Innico Maria Guevara-Suardo

Innico Maria Guevara Suardo
Innico Maria Guevara Suardo.jpg
Lieutenant Grand Master of the Order of Saint John
In office
13 June 1805 – 25 April 1814
Preceded byGiovanni Battista Tommasi
Succeeded byAndrea Di Giovanni y Centellés
Personal details
Born4 June 1744
Naples, Kingdom of Naples
Died25 April 1814 (aged 69)
Catania, Kingdom of Sicily
NationalityItalian

Innico Maria Guevara Suardo (4 June 1744 in Naples – 25 April 1814 in Catania) was a member and leader of the Order of Saint John (also known as the Sovereign Military Order of Malta).

Life

Born into a Neapolitan noble family of Spanish origin, he was made lieutenant of the Order on the death of Grand Master Giovanni Battista Tommasi in 1805, since the Order had been expelled from its traditional base on Malta and was now based in Catania. Guevara Suardo distinguished himself as an admiral of the Order's naval fleet, using all his authority and firmness to prevent the Order's lands in Sicily being sold, as was planned during the reign of Joachim Murat, the new king of Naples.

On 23 June 1811 he also had to accept the suppression of the Order of Saint John of the Bailiwick of Brandenburg, operated by Frederick William III of Prussia, who founded a new order with a view to nominating the new Grand Master, so as to completely remove the ancient Brandenburg institution from the Catholic Order of Malta. During his lieutenancy he also worked hard to get the British government to return complete control of Malta to the Order, which they were unwilling to do even after the end of the Napoleonic Wars. With a political and diplomatic commitment, in the same years in which the Order and Britain faced off against each other, Gustav IV Adolf of Sweden offered to transfer the Order's base to the island of Gotland, so as to have the prestigious order based on Swedish soil. Guevara-Suardo was grateful for the offer but refused it right as soon as it was made, since accepting it would look to the British as if the Order was giving up its legitimate and secular claims on Malta. On his death in 1814 Guevara Suardo was buried in the convent church of Novaluce and succeeded as lieutenant by Andrea Di Giovanni y Centellés.

Sources

  • (in Italian) Francesco Giuseppe Terrinoni, Memorie storiche della resa di Malta ai francesi nel 1798, tip. delle Belle Arti, Roma, 1867.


§ Problem details
Review the material and extract every line in which the word "origin" occurs.

§ Data to use
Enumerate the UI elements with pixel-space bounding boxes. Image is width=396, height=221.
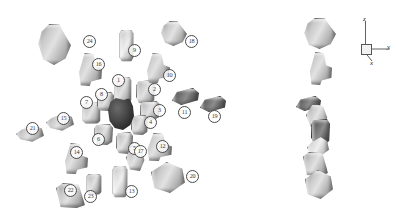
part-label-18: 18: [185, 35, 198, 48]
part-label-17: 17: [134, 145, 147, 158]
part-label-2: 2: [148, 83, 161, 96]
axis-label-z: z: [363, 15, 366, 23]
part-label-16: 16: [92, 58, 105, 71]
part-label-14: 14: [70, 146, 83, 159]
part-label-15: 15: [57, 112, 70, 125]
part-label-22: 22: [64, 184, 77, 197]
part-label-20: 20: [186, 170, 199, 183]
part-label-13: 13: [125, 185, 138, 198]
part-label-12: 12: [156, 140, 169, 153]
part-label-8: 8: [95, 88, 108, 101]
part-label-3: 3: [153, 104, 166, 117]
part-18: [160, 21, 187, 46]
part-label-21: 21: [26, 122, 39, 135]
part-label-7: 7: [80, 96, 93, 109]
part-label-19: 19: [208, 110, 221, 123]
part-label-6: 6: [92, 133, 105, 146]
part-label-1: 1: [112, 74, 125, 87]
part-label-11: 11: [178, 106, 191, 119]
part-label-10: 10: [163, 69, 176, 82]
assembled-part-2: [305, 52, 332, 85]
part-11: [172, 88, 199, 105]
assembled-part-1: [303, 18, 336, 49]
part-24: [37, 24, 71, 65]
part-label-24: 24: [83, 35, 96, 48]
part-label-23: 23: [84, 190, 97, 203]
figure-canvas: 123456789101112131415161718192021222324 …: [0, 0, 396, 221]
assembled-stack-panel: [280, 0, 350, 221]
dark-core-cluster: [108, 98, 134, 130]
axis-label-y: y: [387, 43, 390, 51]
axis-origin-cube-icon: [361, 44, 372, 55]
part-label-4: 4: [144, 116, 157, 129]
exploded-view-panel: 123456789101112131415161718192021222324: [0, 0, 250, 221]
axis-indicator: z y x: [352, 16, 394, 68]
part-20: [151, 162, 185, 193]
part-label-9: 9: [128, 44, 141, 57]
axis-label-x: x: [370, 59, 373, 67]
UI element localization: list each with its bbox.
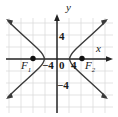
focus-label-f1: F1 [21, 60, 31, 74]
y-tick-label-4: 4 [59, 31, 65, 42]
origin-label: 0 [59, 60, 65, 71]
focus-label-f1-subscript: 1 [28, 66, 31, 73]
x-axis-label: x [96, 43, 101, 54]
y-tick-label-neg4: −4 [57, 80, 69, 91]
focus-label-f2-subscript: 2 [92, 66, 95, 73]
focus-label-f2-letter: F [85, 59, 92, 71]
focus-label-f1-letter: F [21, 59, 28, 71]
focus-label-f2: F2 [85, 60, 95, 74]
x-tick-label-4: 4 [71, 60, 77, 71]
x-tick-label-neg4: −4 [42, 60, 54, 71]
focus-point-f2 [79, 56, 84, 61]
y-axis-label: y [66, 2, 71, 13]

§ Solution to the problem
axis-origin-cube-icon: [361, 44, 372, 55]
origin-label: 0 [59, 60, 65, 71]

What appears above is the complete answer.